That’s the positive stuff. On the other side of the ledger, hundreds of homeowners are worried about the effect the plan will have on their properties and to their health. As locals mobilise in opposition, a divide is opening up in rural Ireland between those who will benefit from the plan and those who feel they are being victimised by it.

The meeting in the Bloomfield House Hotel got under way soon after 8pm, with the information that the low growl was recorded in a house in Scotland near a turbine.

“Is there anybody here from the companies? They were both invited,” the meeting is told. The companies are Mainstream and Element Power, the two developers of the wind farm. A silence resounded from the floor. No company rep was willing to risk this gathering.

The meeting was organised by the Lakelands Wind Information Group. It was formed last year by concerned residents in the greater Mullingar area after word spread about the plan. By then, dozens of farmers had already been contacted by the developers with offers to site the turbines.

LWIG has been hard at work since, researching the effects of the turbines and mobilising local interest. The recent meeting was the biggest yet, and the extent of concern was reflected in the packed attendance on a night of such inclement elements that you wouldn’t put a cat out in it.

Local opposition to energy projects in nothing new in this country. For the last decade, a campaign has been undertaken in north Mayo against Shell’s plans to exploit oil reserves and refine the oil at an onshore facility. The campaign has attracted many strands, including anti-capitalists, and environmental interests.

This is different. Here, the opposition is concerned mainly with more earthy matters – house prices and health.

The spokesman for LWIG is Andrew Duncan, a local auctioneer. He told the meeting that a survey in Britain of chartered surveyors found that 60% believed that wind farms had a negative impact of the prices of homes in the immediate vicinity.

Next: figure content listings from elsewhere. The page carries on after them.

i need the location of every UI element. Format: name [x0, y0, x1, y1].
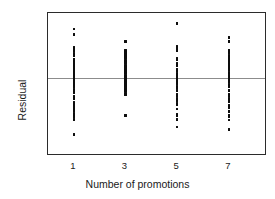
plot-area — [47, 12, 266, 155]
data-point — [73, 119, 76, 122]
y-axis-tick — [47, 150, 48, 151]
data-point — [73, 97, 76, 100]
data-point — [176, 65, 179, 68]
residual-scatter-figure: Residual 0.60.40.20-0.2-0.4-0.6-0.8 1357… — [0, 0, 275, 199]
x-axis-tick-minor — [100, 154, 101, 155]
y-axis-tick — [47, 114, 48, 115]
x-axis-tick-major — [126, 154, 127, 155]
data-point — [124, 93, 127, 96]
data-point — [228, 110, 231, 113]
data-point — [176, 114, 179, 117]
data-point — [228, 106, 231, 109]
data-point — [228, 128, 231, 131]
data-point — [124, 114, 127, 117]
y-axis-tick — [47, 96, 48, 97]
data-point — [124, 40, 127, 43]
data-point — [176, 90, 179, 93]
x-axis-tick-minor — [203, 154, 204, 155]
data-point — [228, 119, 231, 122]
y-axis-tick — [47, 60, 48, 61]
data-point — [228, 90, 231, 93]
data-point — [73, 55, 76, 58]
data-point — [73, 33, 76, 36]
x-tick-label: 5 — [166, 161, 186, 171]
x-tick-label: 1 — [63, 161, 83, 171]
data-point — [228, 115, 231, 118]
x-axis-tick-major — [74, 154, 75, 155]
data-point — [228, 40, 231, 43]
data-point — [176, 49, 179, 52]
data-point — [73, 28, 76, 31]
x-axis-tick-major — [229, 154, 230, 155]
x-tick-label: 7 — [218, 161, 238, 171]
data-point — [228, 85, 231, 88]
data-point — [73, 92, 76, 95]
x-axis-title: Number of promotions — [0, 178, 275, 190]
x-axis-tick-major — [177, 154, 178, 155]
x-tick-label: 3 — [115, 161, 135, 171]
y-axis-title: Residual — [16, 79, 28, 120]
data-point — [176, 58, 179, 61]
data-point — [176, 108, 179, 111]
y-axis-tick — [47, 42, 48, 43]
data-point — [176, 119, 179, 122]
data-point — [73, 133, 76, 136]
data-point — [176, 22, 179, 25]
data-point — [176, 103, 179, 106]
y-axis-tick — [47, 24, 48, 25]
data-point — [176, 126, 179, 129]
y-axis-tick — [47, 132, 48, 133]
y-axis-tick — [47, 78, 48, 79]
zero-reference-line — [48, 78, 265, 79]
x-axis-tick-minor — [151, 154, 152, 155]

Quantifying the impact, if any, on house prices is difficult at such an early stage of the industry’s development. A case in the UK of a homeowner, one Jane Davis, was brought up at the meeting. This involved a homeowner in Lincolnshire bringing the operator of a wind turbine to court on the basis that her house had been devalued. Unfortunately the case was settled, and, as is habitually the way in these matters, the outcome included a confidentiality clause.

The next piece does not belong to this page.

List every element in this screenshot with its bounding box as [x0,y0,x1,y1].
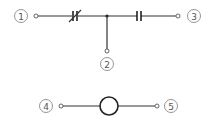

The health issue is even more pressing. Last week, it emerged that a couple living near Roscommon, Michael and Catherine Keane, have left their home because of the effect a nearby turbine was having on their health, and particularly their sleep. A letter from the couple was read out at the Bloomfield House meeting.

“There were three levels of sound,” the couple wrote. “Roaring, middling, and hardly moving… both of us were on sleeping tablets. Our GP and a psychiatrist advised us to move out.”

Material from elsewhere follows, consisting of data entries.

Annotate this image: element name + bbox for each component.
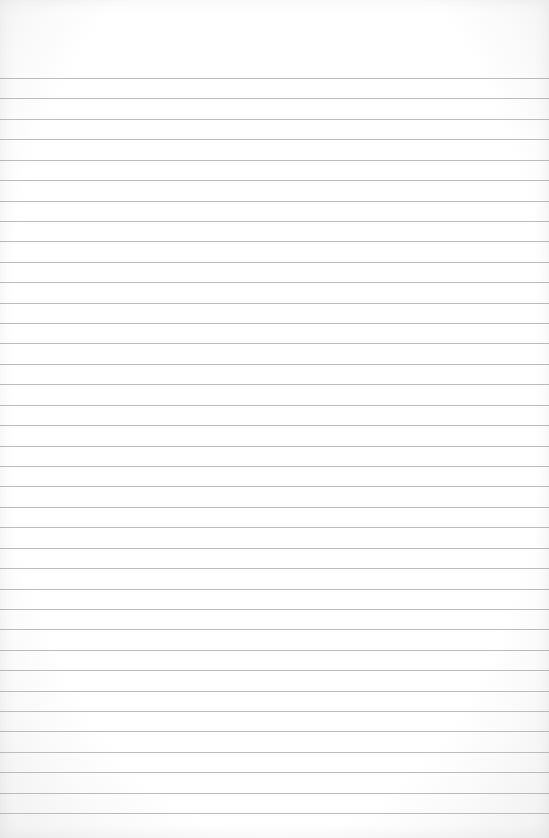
ruled-line [0,262,549,263]
ruled-line [0,364,549,365]
ruled-line [0,629,549,630]
ruled-line [0,221,549,222]
ruled-line [0,731,549,732]
ruled-line [0,752,549,753]
ruled-line [0,446,549,447]
ruled-line [0,343,549,344]
ruled-line [0,486,549,487]
ruled-line [0,691,549,692]
ruled-line [0,466,549,467]
ruled-line [0,507,549,508]
ruled-line [0,303,549,304]
ruled-line [0,548,549,549]
ruled-line [0,527,549,528]
ruled-line [0,119,549,120]
ruled-line [0,793,549,794]
ruled-line [0,241,549,242]
ruled-line [0,772,549,773]
ruled-line [0,98,549,99]
ruled-line [0,78,549,79]
ruled-line [0,323,549,324]
ruled-line [0,711,549,712]
ruled-line [0,609,549,610]
ruled-line [0,650,549,651]
ruled-line [0,405,549,406]
ruled-line [0,384,549,385]
paper-edge-shading [0,0,549,838]
ruled-line [0,139,549,140]
ruled-line [0,568,549,569]
lined-paper-sheet [0,0,549,838]
ruled-line [0,670,549,671]
ruled-line [0,589,549,590]
ruled-line [0,813,549,814]
ruled-line [0,201,549,202]
ruled-line [0,180,549,181]
ruled-line [0,160,549,161]
ruled-line [0,425,549,426]
ruled-line [0,282,549,283]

The guest speaker at Bloomfield House was Alun Evans, a scientist who has been a vocal critic of the ill effects of wind farms. He spoke in some detail of the harmful repercussions of sleep interruption through noise, including references to torture undertaken by the British forces in the North during the Troubles.

“There can be no doubt that wind turbines disturb sleep and impair health,” said Prof Evans.

He referenced the problems with low frequency sound or infrasound which are associated with the turbines. “Infrasound will come through the roof, the walls, it will shake the organs in your body,” he said.

The Keane couple would certainly agree with him, but there is scant empirical evidence concerning the disturbance of sleep from these turbines. Various studies about sleep interruption had been conducted which indicate there may be a connection. Last year, an industrial journal, Noise and Health, published results from a survey on Maine in the US, which compared sleeping patterns between a group living within a mile of a wind farm, and another beyond that reach.

The study suggests that the former group’s sleeping was directly impacted by the operation of the turbines. It is believed to be the first study to show a relationship between the wind farms and what the journal calls the “important clinical indicators of health, including sleep quality, daytime sleepiness, and mental health”.

While the study is an addition to research, it is not, of itself, conclusive. In Australia, the Environmental Protection Agency is investigating the effects of a wind farm which locals claim has driven them from their homes.

The wind energy industry claims there are few ill effects from the operation of the turbines. Tim Cowhig, chief executive of Element Power, told the Irish Examiner that his company would not be involved in anything that would have a negative impact on health.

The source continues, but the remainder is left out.